I miss William F. Buckley's syndicated columns. He still writes occasionally for the National Review, at least. Here, he neatly explains John Edwards' plans to give us all "free" health:

Mr. Edwards speaks grandly about health coverage for 47 million people who do not now have it. But unless there is a diminution in the cost of health services, they will be paid for by somebody. If it is so that the 47 million without insurance are the identical 47 million who are the nation's poorest, then it might be said that all we are really engaging in is more redistribution. There is a case to be made for this, and indeed, redistribution has been accepted for years. The wealthiest 5 percent of Americans pay 54 percent of all taxes, which means they are paying taxes that would otherwise be paid by the 95 percent of Americans whose tax rates are lower.

Therefore, Mr. Edwards is doing nothing more than to call for increased taxes on the wealthy. They used to call that socialized medicine, when it was instituted by Great Britain after the war. It crossed the Atlantic into Canada, which is a tidy country in which to get sick, provided you can afford to travel across the border to an American doctor.

I think we might have reached a critcal mass on universal health care. Too many people say they want it, too many politicians are promising it. Let's see if Republican presidential candidates talk against the idea or offer a "light" version (which would soon become the heavy-duty kind, once implemented).

Comments

Doug
Thu, 03/29/2007 - 7:25am

We're already paying for it, we're just not getting it at the moment. The U.S. spends more per capita on health care than the rest of the industrialized world.

On average, Americans spend more and get less for their health care dollar than their peers in places like Great Britain and Canada. Our system works very well for the very wealthy, pretty well for people who have decent incomes and a job that allows them access to a good insurance plan at an affordable price, pretty poorly for people with decent or average incomes without access to those insurance plans, poorly for those who have little or no income and qualify for Medicaid, and not at all for those who make too much for Medicaid but not enough to purchase health insurance.

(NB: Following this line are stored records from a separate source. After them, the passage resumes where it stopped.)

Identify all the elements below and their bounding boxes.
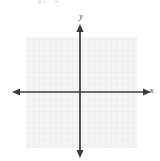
y-axis-bottom-arrowhead <box>76 150 83 158</box>
coordinate-plane-figure: y x <box>0 0 160 161</box>
x-axis-label: x <box>150 87 160 95</box>
coordinate-plane-svg <box>0 0 160 161</box>
top-edge-artifact <box>38 1 59 4</box>
x-axis-left-arrowhead <box>12 88 20 95</box>
y-axis-label: y <box>76 13 86 21</box>
y-axis-top-arrowhead <box>76 24 83 32</box>
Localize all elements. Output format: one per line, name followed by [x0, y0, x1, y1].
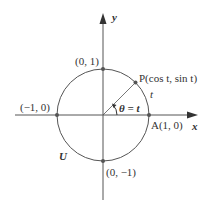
- point-left: [55, 113, 59, 117]
- label-bottom: (0, −1): [106, 166, 136, 179]
- label-p: P(cos t, sin t): [139, 72, 197, 85]
- point-a: [147, 113, 151, 117]
- circle-label: U: [59, 150, 68, 162]
- y-axis-label: y: [110, 11, 117, 23]
- arc-label: t: [150, 88, 154, 100]
- unit-circle-diagram: y x (0, 1) (−1, 0) A(1, 0) (0, −1) P(cos…: [0, 0, 215, 212]
- label-a: A(1, 0): [151, 119, 183, 132]
- label-left: (−1, 0): [20, 101, 50, 114]
- angle-label: θ = t: [119, 102, 140, 114]
- x-axis-label: x: [191, 120, 198, 132]
- x-axis-arrow-icon: [187, 112, 198, 119]
- point-top: [101, 67, 105, 71]
- label-top: (0, 1): [75, 55, 99, 68]
- point-p: [134, 81, 138, 85]
- point-bottom: [101, 159, 105, 163]
- y-axis-arrow-icon: [100, 13, 107, 24]
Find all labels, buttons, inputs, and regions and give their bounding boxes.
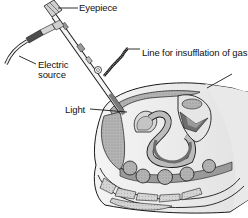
eyepiece-label: Eyepiece	[79, 3, 117, 13]
electric-source-label: Electric source	[38, 60, 68, 80]
light-label: Light	[65, 105, 85, 115]
electric-source-label-line2: source	[38, 70, 68, 80]
laparoscope	[6, 0, 128, 114]
eyepiece	[44, 0, 62, 17]
insufflation-line-label: Line for insufflation of gas	[142, 48, 247, 58]
diagram-illustration	[0, 0, 248, 218]
laparoscopy-diagram: Eyepiece Electric source Line for insuff…	[0, 0, 248, 218]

Compared to government administered programs, private insurers spend a huge amount on administrative costs. They have every incentive to try to sign up only healthy insureds and to try to deny as many claims as possible.

Medical pricing is not at all transparent, limiting the ability of the market to control prices, nevermind that market forces are probably not going to be effective in situations requiring immediate life or death choices.

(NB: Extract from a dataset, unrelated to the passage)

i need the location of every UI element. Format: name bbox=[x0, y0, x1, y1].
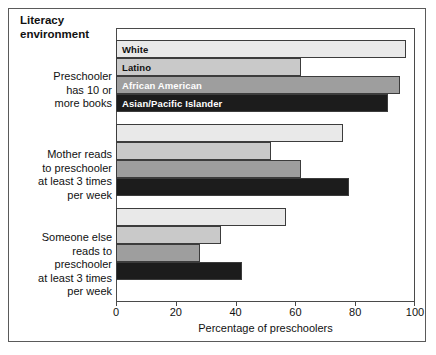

I suppose Buckley is right that a single-payer insurance system would entail a redistribution of wealth. But, a similar argument could be made that things like public schools, public roads, equal access to the courts, and police and fire services also entail a redistribution of wealth.

At the end of the day, I think it's an inescapable conclusion that our current health care system doesn't work very well. If there's a solution that would cause a dramatic improvement with no redistribution of wealth, I'd be open to considering it.

Steve Towsley
Thu, 03/29/2007 - 10:42pm

Buckley wrote:
>Therefore, Mr. Edwards is doing
>nothing more than to call for increased >taxes on the wealthy. They used to
>call that socialized medicine...

I enjoy Buckley, but let's not paint everything as redistribution, or make redistribution synonymous with stealing money from the wealthy, either.

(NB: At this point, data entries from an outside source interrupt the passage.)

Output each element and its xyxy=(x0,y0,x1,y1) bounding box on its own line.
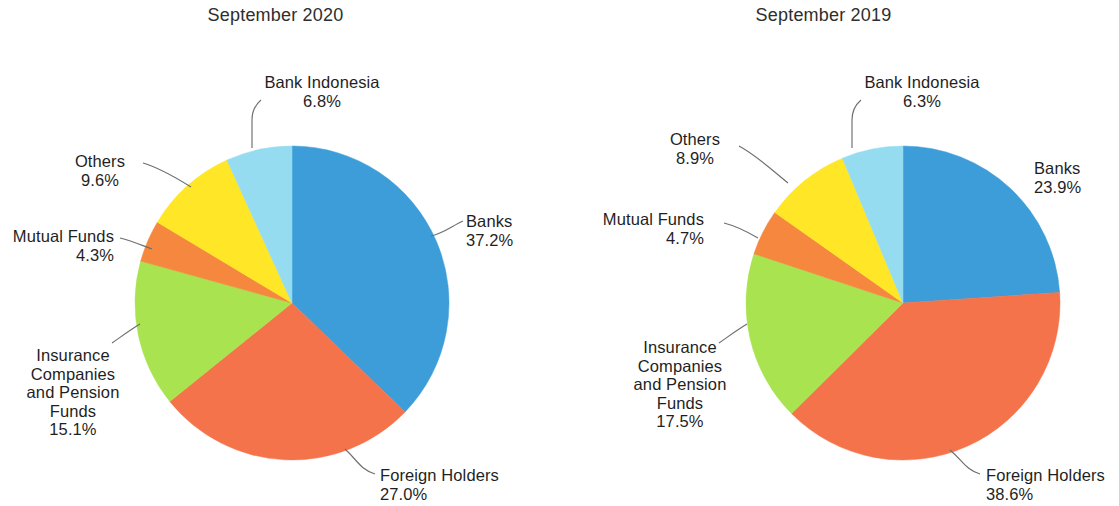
pie-slice-label: Mutual Funds 4.7% xyxy=(590,210,704,247)
pie-slice-label: Mutual Funds 4.3% xyxy=(0,227,114,264)
pie-slice-label: Bank Indonesia 6.3% xyxy=(849,73,995,110)
pie-slice-label: Others 8.9% xyxy=(658,130,732,167)
pie-slices-group xyxy=(746,146,1060,460)
chart-panel-september-2020: September 2020 Banks 37.2%Foreign Holder… xyxy=(0,0,559,506)
leader-line xyxy=(950,450,980,474)
pie-slice-label: Banks 23.9% xyxy=(1034,159,1081,196)
pie-slice-label: Banks 37.2% xyxy=(466,212,513,249)
pie-slice-label: Bank Indonesia 6.8% xyxy=(249,73,395,110)
leader-line xyxy=(724,223,758,238)
pie-slice-label: Insurance Companies and Pension Funds 17… xyxy=(617,338,743,431)
leader-line xyxy=(345,449,375,474)
pie-slice-label: Foreign Holders 38.6% xyxy=(986,466,1105,503)
chart-panel-september-2019: September 2019 Banks 23.9%Foreign Holder… xyxy=(560,0,1119,506)
pie-slice-label: Foreign Holders 27.0% xyxy=(380,466,499,503)
pie-slice-label: Insurance Companies and Pension Funds 15… xyxy=(10,346,136,439)
pie-slices-group xyxy=(135,146,449,460)
figure-root: September 2020 Banks 37.2%Foreign Holder… xyxy=(0,0,1119,506)
leader-line xyxy=(143,163,191,187)
pie-slice-label: Others 9.6% xyxy=(63,152,137,189)
leader-line xyxy=(739,146,788,183)
leader-line xyxy=(431,221,463,236)
leader-line xyxy=(112,324,140,343)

If a successful national chain like Circuit City may be considered among Buckley's "wealthy," isn't firing thousands of employees for the sole purpose of replacing every one of them with people who will work for less a redistribution of wealth too? Of course it is.

Is redistribution to be banned? If it is, we must re-set the economy to some moment before the U.S. corporate stampede into me-too downsizing, Mexican/Indian outsourcing, retirement earnings thieving, and elective bankruptcies.

Until then, I wouldn't get testy about the richest country on earth feeling a moral obligation to provide medical treatment and medicine to its own souls-on-board.